Weekend Box Office: The Equalizer 2, huh?

In news that seems to come as a surprise even to the seasoned prognosticators at Box Office Mojo, The Equalizer 2, the sequel to the film you may vaguely remember renting from a Redbox about three years back, is currently the No. 1 movie in America. The film opened to $35.8 million, $1.7 more than its predecessor’s bow in 2014, with an audience that was mostly male (58 percent) and overwhelmingly loving it (the film got an “A” CinemaScore). It’s also indicative of a larger trend, as this past weekend marked a dubious box-office milestone: The first time ever where eight of the top 10 films at the domestic box office were sequels.

Coming in second was Mamma Mia!: Here We Go Again, a film that was widely expected to take the top spot this weekend because, well, it has Cher in it. (The real reasons involve the growing power of women at the box office: A 2016 study by the MPAA found that 52 percent of American ticket buyers that year were female, up from 51 percent the year before. We just believe in invoking Cher whenever possible.) That film pulled in $34.38 million with an 83 percent female audience, just $1.44 million less than The Equalizer 2's debut.

The only other new film to crack the top 10 this past weekend was—naturally—another sequel: Blumhouse’s Unfriended follow-up Unfriended: Dark Web, whose $3.5 million opening weekend landed it at No. 9. Its per-screen average of $2,261 is rather low for a film in its opening weekend, but considering it’s already more than tripled its $1 million production budget, the celebrated horror studio has already banked enough to make two more of these things, and then some. In the dark web of limited release, Blindspotting and McQueen—both of which are not sequels, and are both quite good—were the week’s standout titles, both pulling in very solid (i.e., more than $20,000 per screen) averages on a very small number of screens.

In case you were wondering, the only two non-sequel films to crack the top 10 this week were Skyscraper (No. 7), which barely counts as an original concept, and Sorry To Bother You (No. 10), which is as original as concepts come. We’re not quite sure what any of this means, either. Things should start making more sense this coming weekend, when Mission: Impossible—Fallout arrives to unite us all in the simple pleasure of watching Tom Cruise almost die.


— Task details —
Everything from the line containing "This screenshot has width=1409, height=673." through the line containing "The height and width of the screenshot is (634, 1242)." in the listing below should be copied exactly, and nothing more.
(Task material begins)
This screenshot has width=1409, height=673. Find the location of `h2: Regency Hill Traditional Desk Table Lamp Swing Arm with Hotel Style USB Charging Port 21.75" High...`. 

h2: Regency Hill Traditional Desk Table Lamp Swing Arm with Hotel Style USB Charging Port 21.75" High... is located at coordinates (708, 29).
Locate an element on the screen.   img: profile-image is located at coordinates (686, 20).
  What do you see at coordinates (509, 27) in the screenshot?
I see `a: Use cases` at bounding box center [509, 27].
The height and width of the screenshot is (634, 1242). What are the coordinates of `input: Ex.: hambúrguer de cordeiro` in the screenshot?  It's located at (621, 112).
(Task material ends)
(Task material begins)
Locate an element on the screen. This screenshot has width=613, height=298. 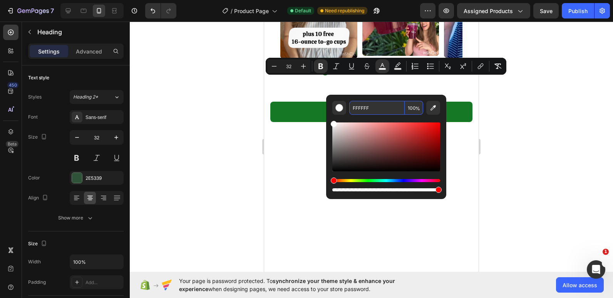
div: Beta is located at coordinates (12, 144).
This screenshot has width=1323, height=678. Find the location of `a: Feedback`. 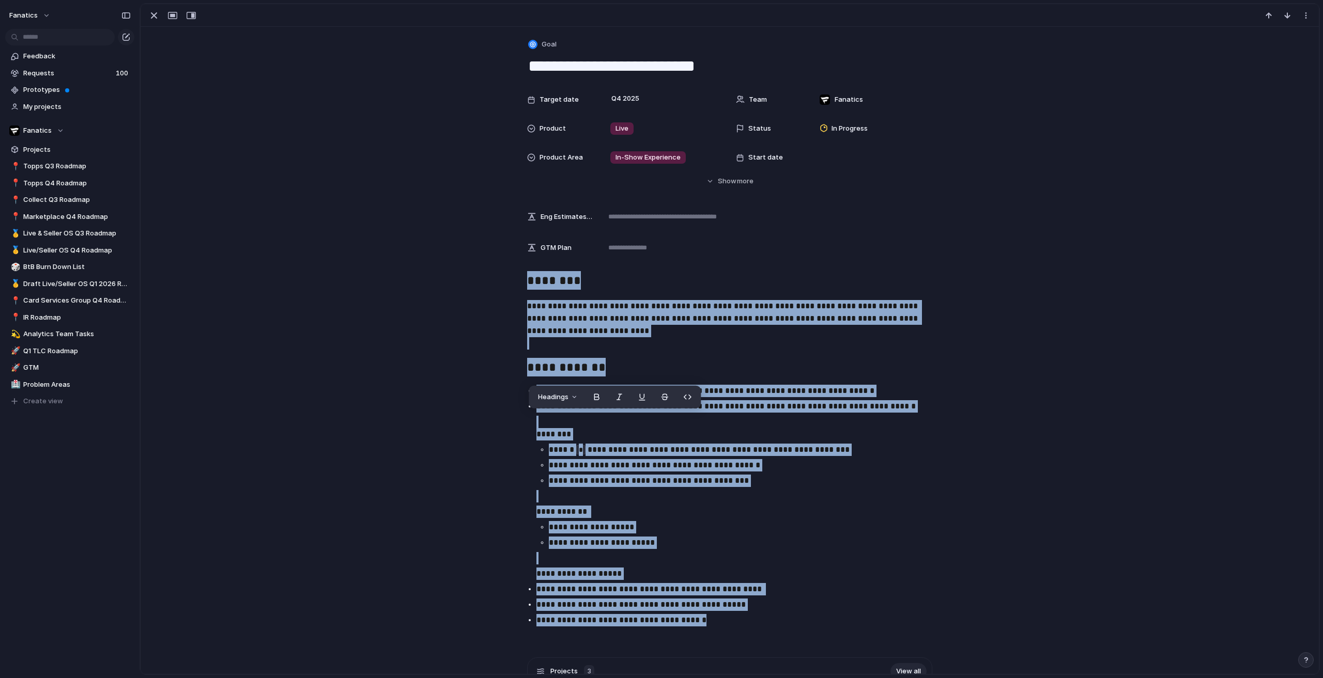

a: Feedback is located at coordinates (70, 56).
(Task material ends)
(Task material begins)
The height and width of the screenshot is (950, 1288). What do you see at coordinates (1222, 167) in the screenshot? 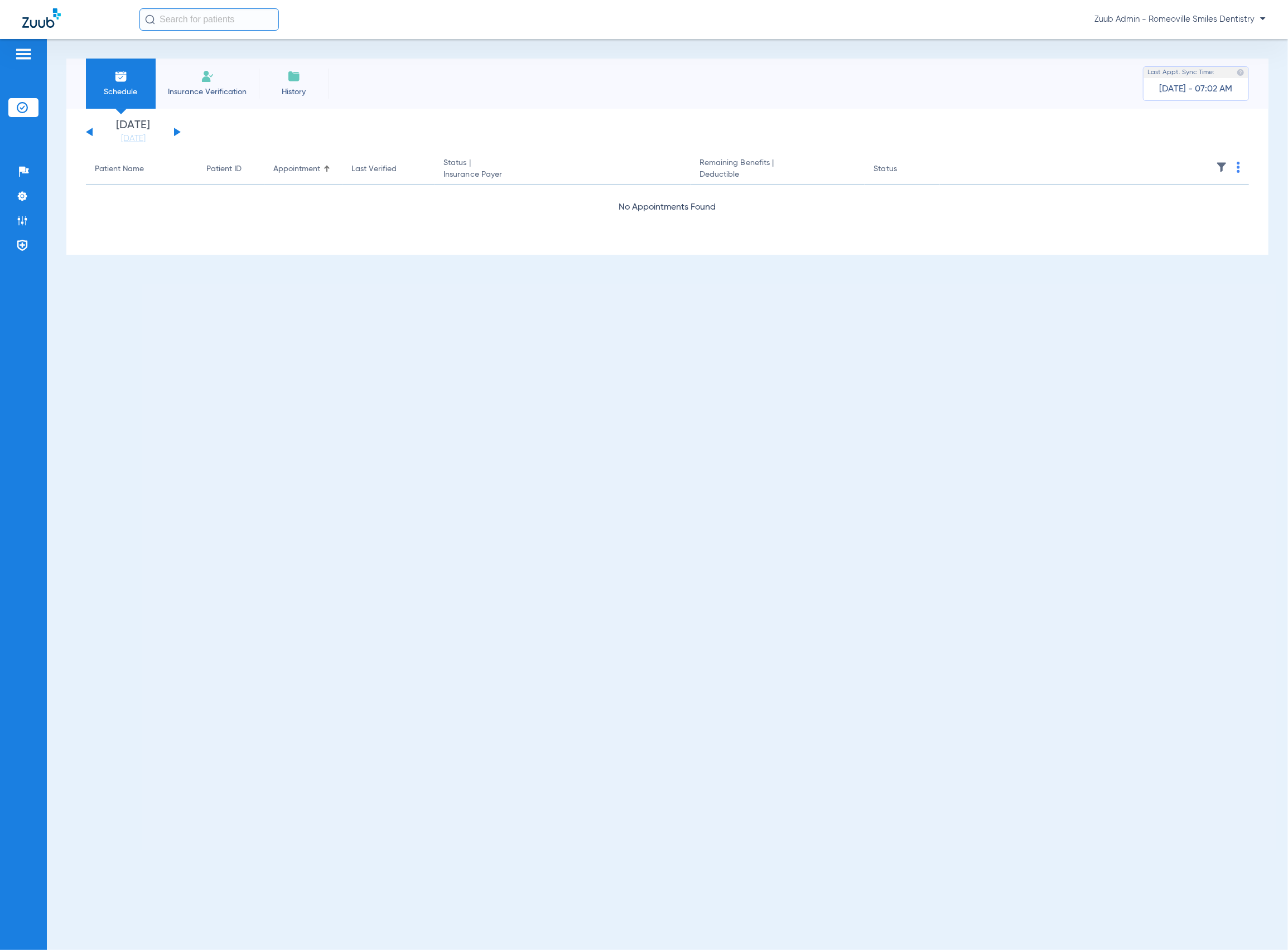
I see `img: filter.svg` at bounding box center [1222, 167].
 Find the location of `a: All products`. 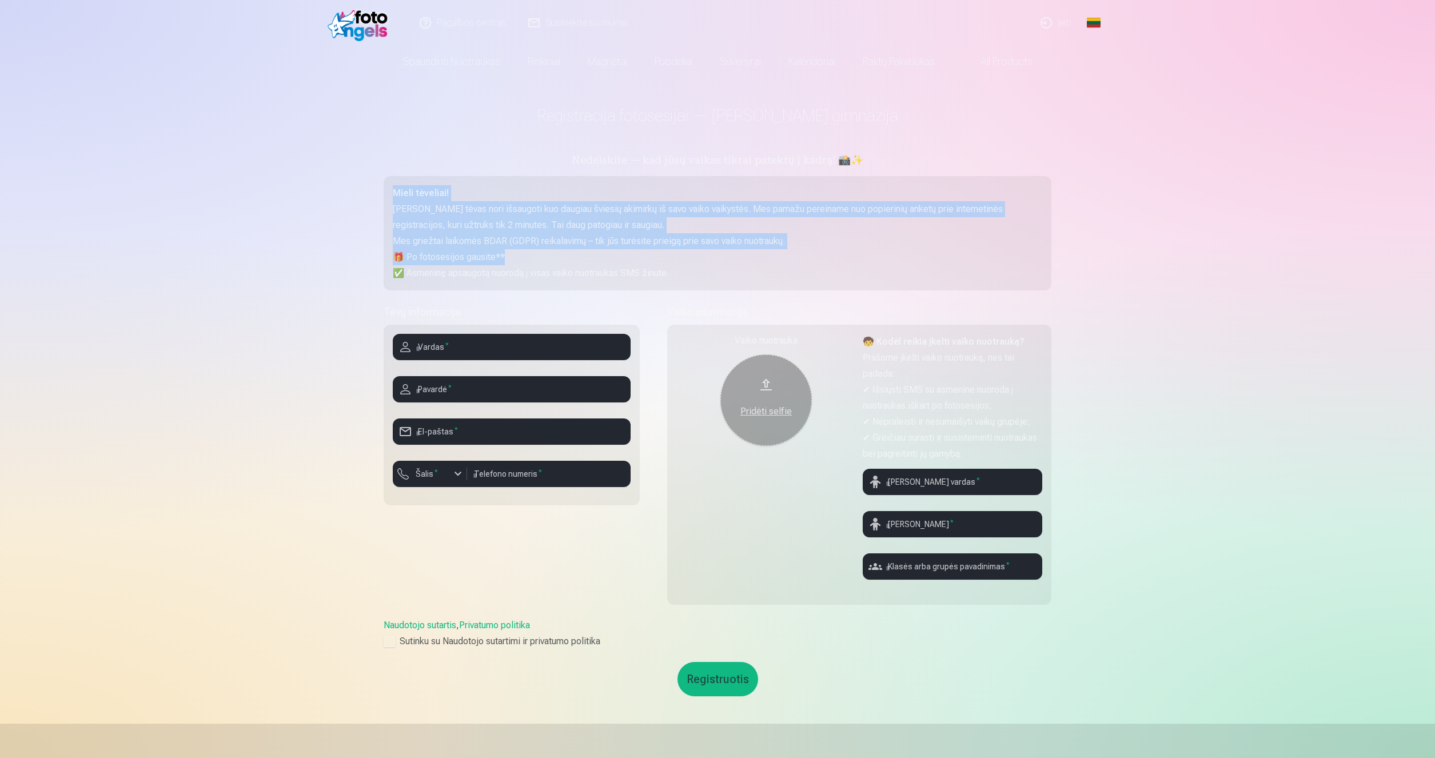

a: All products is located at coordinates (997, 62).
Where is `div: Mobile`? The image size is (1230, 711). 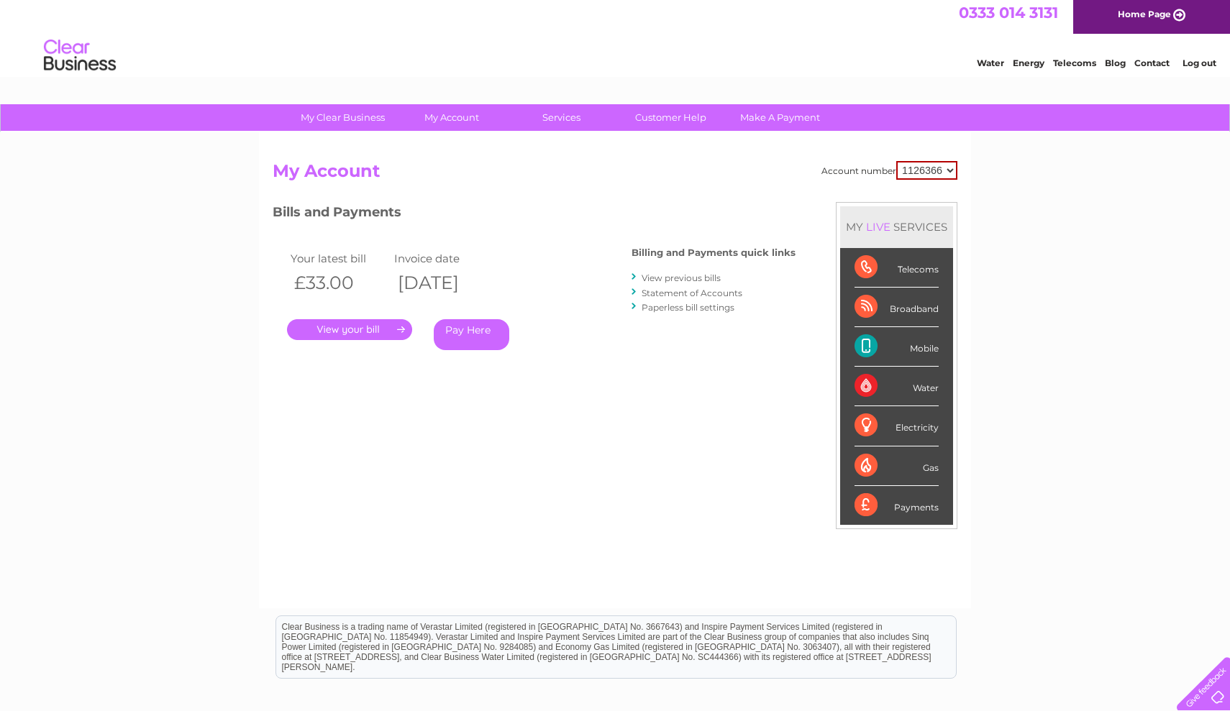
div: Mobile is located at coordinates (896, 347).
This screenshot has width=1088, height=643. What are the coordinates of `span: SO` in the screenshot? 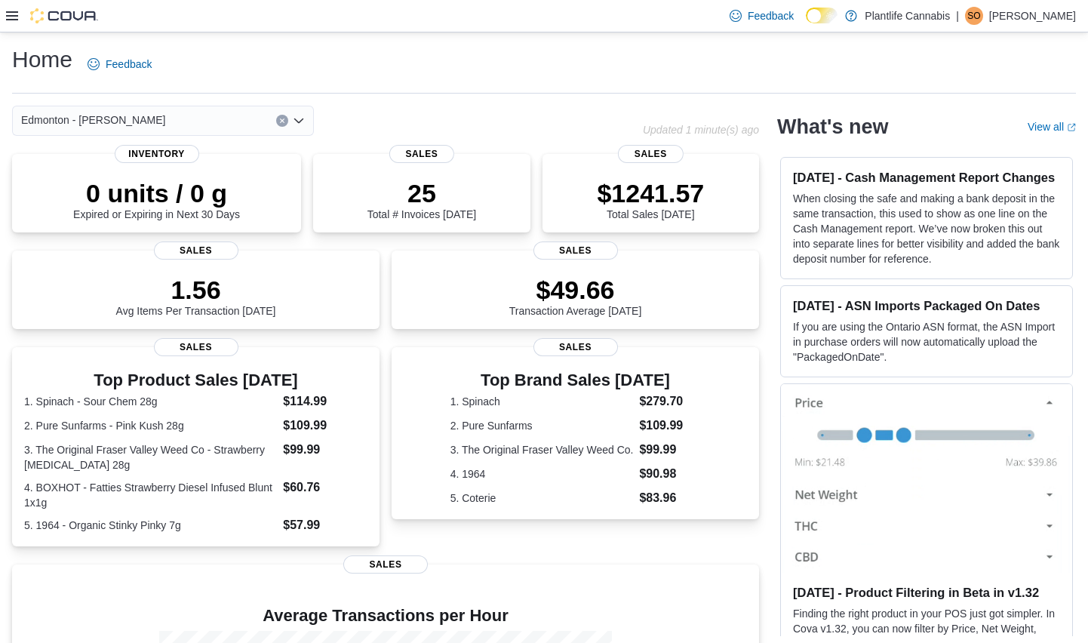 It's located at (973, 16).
(Task material ends)
— Result below —
This screenshot has width=1409, height=673. Find the location of `h2: Regency Hill Traditional Desk Table Lamp Swing Arm with Hotel Style USB Charging Port 21.75" High...`. 

h2: Regency Hill Traditional Desk Table Lamp Swing Arm with Hotel Style USB Charging Port 21.75" High... is located at coordinates (708, 29).
Locate an element on the screen.   img: profile-image is located at coordinates (686, 20).
  What do you see at coordinates (509, 27) in the screenshot?
I see `a: Use cases` at bounding box center [509, 27].
The height and width of the screenshot is (634, 1242). What are the coordinates of `input: Ex.: hambúrguer de cordeiro` in the screenshot?  It's located at (621, 112).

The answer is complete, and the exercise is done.